The Draft Plan Reduces — Not Increases — Active Land Management
- keepitopenfafa
- Jul 29
- 3 min read
Despite agency claims at public meetings that the Preliminary Draft Plan promotes “active land management,” a closer comparison with the 1990 forest plans reveals this assertion is misleading. The revised plan does not expand tools for management, fails to restore historic motorized access, and instead introduces a regulatory framework that will further reduce the public’s ability to help steward these forests.
🔹 1. Minimization, Not Management, Is the New Guiding Principle
Across the draft, there is a noticeable shift in language from multiple-use and resource utilization to minimization of impact and limitation of access. Rather than encouraging activities such as thinning, prescribed fire, grazing, or sustainable harvest, the draft emphasizes preserving ecological conditions — often through restricting human activity.
This is a fundamental shift in management philosophy compared to the 1990 plans, which were rooted in active use and management.
For example:
Desired Conditions now promote “natural processes” and “reduced human disturbance” rather than fire resilience, forest health, or economic output.
New standards limit road construction and route maintenance, even where those tools are essential for fuels treatment, grazing access, or search and rescue.
🔹 2. Motorized Access Is Restricted Across the Landscape
The 1990 plans assumed forests were “open unless closed” — a principle that enabled effective timber operations, emergency response, and citizen access for firewood, forage, and hunting. The draft plan abandons that baseline, instead aligning with the 2005 Travel Management Rule framework of “closed unless designated open.”
The result:
No protection for cross-country travel.
ROS zoning (Primitive, Semi-Primitive Non-Motorized) covers large non-wilderness areas, effectively zoning them for closure.
Travel management is deferred, but pre-decided by how the plan assigns these zones — limiting flexibility in future NEPA.
This undercuts the very foundation of motorized active management: the ability to reach project sites, haul materials, manage livestock, and access remote areas.
🔹 3. Grazing Is Significantly Reduced
While officials claim that grazing levels are “retained,” the facts show otherwise:
The 1990 Wallowa-Whitman Plan allowed 227,000 AUMs.
The current draft reduces that to approximately 112,000 AUMs, despite the fact that active permits currently exceed that figure.
No corresponding analysis is presented to justify the reduction or show ecological necessity.

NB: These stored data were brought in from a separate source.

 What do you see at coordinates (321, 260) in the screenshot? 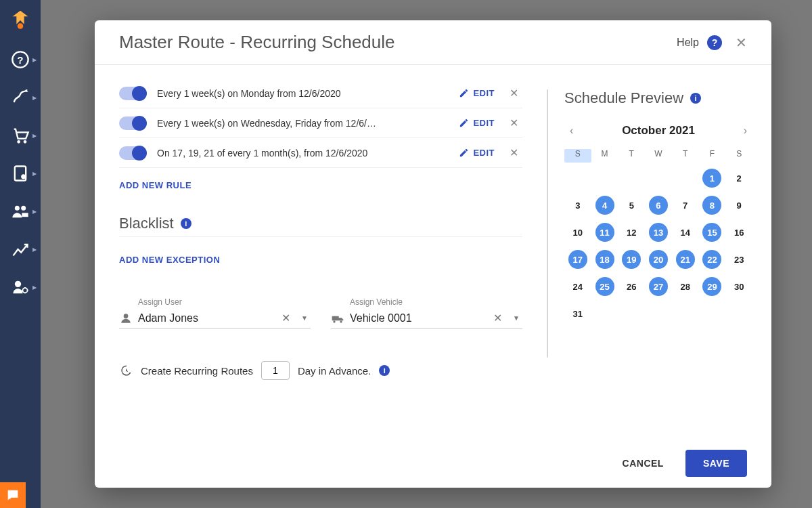
I see `add-exception-button: ADD NEW EXCEPTION` at bounding box center [321, 260].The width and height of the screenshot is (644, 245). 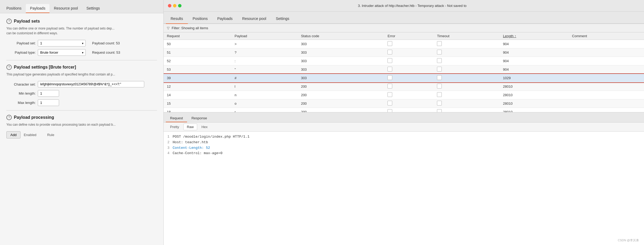 I want to click on table-row: 15o20028010, so click(x=404, y=104).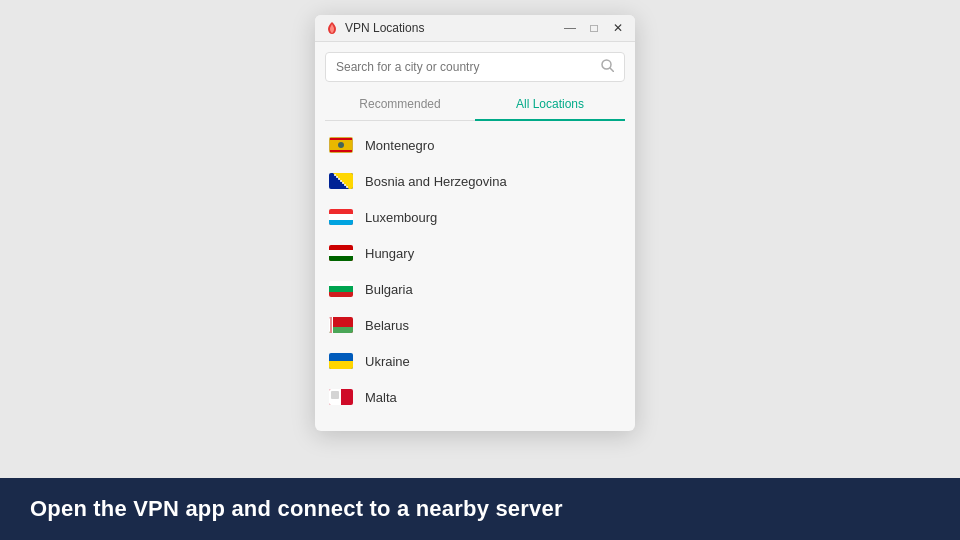  What do you see at coordinates (480, 509) in the screenshot?
I see `bottom-banner: Open the VPN app and connect to a nearby…` at bounding box center [480, 509].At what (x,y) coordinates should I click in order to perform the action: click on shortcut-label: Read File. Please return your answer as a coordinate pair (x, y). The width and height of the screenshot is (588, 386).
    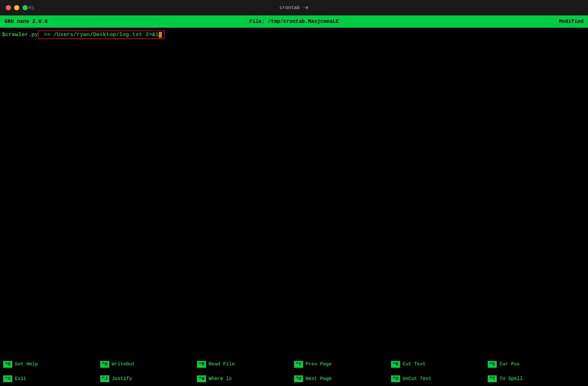
    Looking at the image, I should click on (222, 364).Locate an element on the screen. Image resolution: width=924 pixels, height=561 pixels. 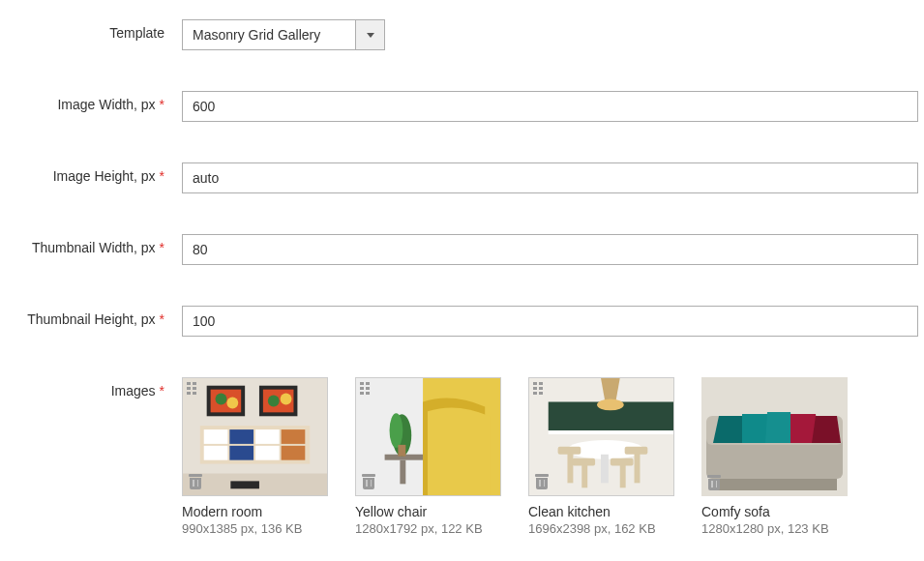
image-height-label: Image Height, px is located at coordinates (104, 176).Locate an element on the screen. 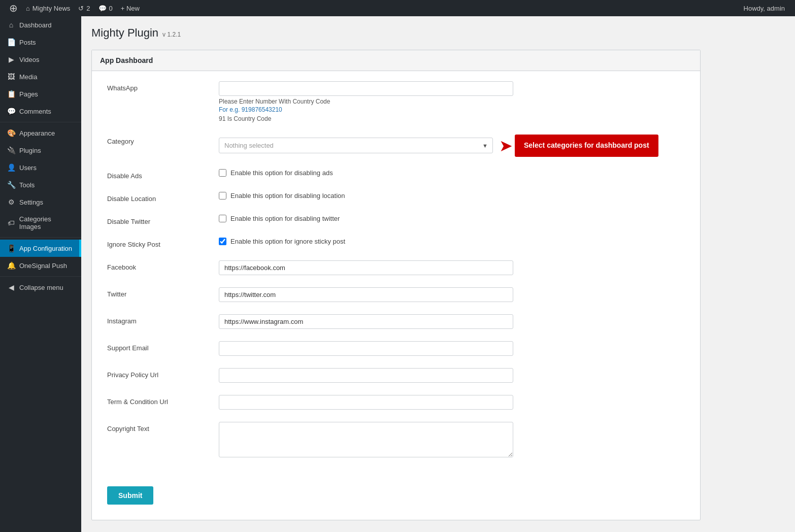  sidebar-label-categories-images: Categories Images is located at coordinates (47, 223).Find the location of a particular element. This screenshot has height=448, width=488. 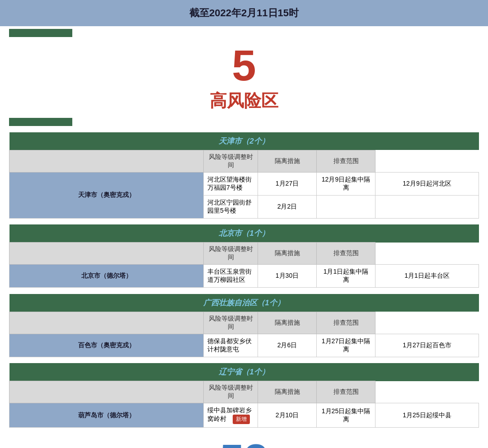

col-header-location-bj is located at coordinates (107, 254).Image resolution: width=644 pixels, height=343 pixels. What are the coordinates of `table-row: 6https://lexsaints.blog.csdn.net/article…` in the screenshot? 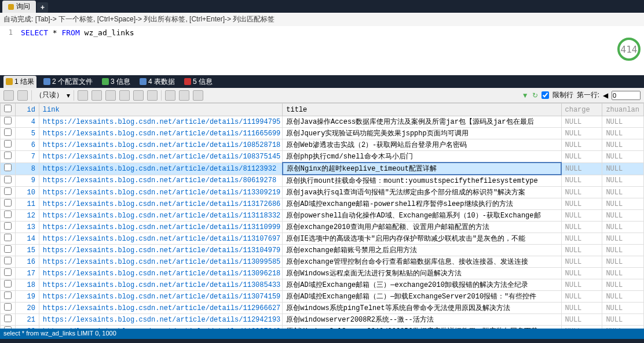 It's located at (322, 145). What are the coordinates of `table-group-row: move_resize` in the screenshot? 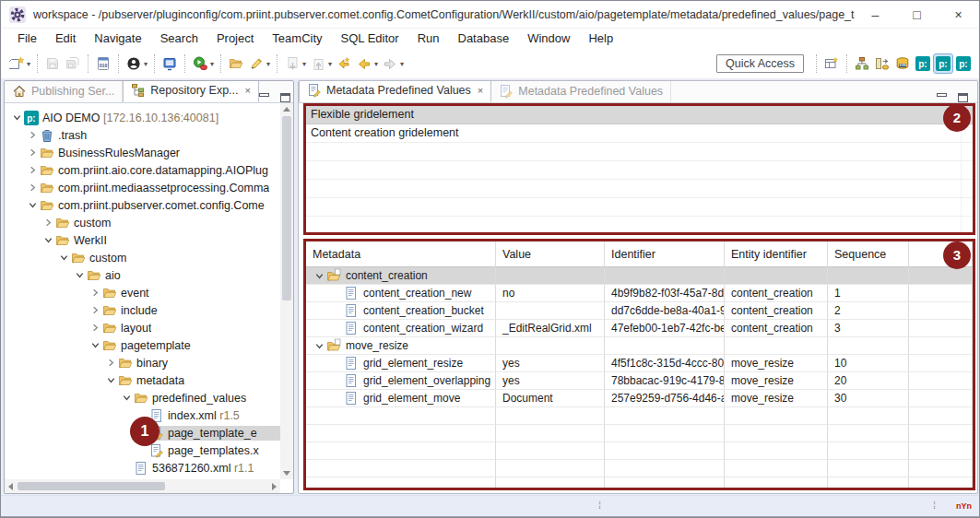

Additionally, new Standards and Guidelines add barriers to allotment renewal, increased exclusion zones, and greater seasonal restrictions — all of which will result in less grazing over time, regardless of what the plan superficially claims.
🔹 4. Traditional and Sustenance Use Is Marginalized
Rural Eastern Oregon communities rely on these forests not for recreation alone, but for livelihood and survival. Yet the revised plan treats human use as a disturbance, not a value.
Gathering firewood, subsistence hunting, small-scale mining, and fuel treatment are all deprioritized.
No language exists to protect local residents’ access for sustenance or traditional uses.
Cumulative impacts of ROS overlays, road limitations, and access minimization will hit low-income and elderly users the hardest — especially those without the physical ability to access resources on foot or via non-motorized means.
🔹 Summary
In sum, the draft plan:
Does not increase active land management — it reduces the tools and access needed to conduct it.
Minimizes motorized access, limiting both public use and agency capacity.
Reduces grazing capacity, despite no clear ecological justification.
Zonally preconditions closures via ROS without the public process required by Travel Management NEPA.
Removes the policy protections that allowed rural communities to sustainably use these forests for generations.
If anything, this plan reflects a philosophy of restriction, not stewardship — and it must be corrected before further damage is done to the communities that depend on these lands.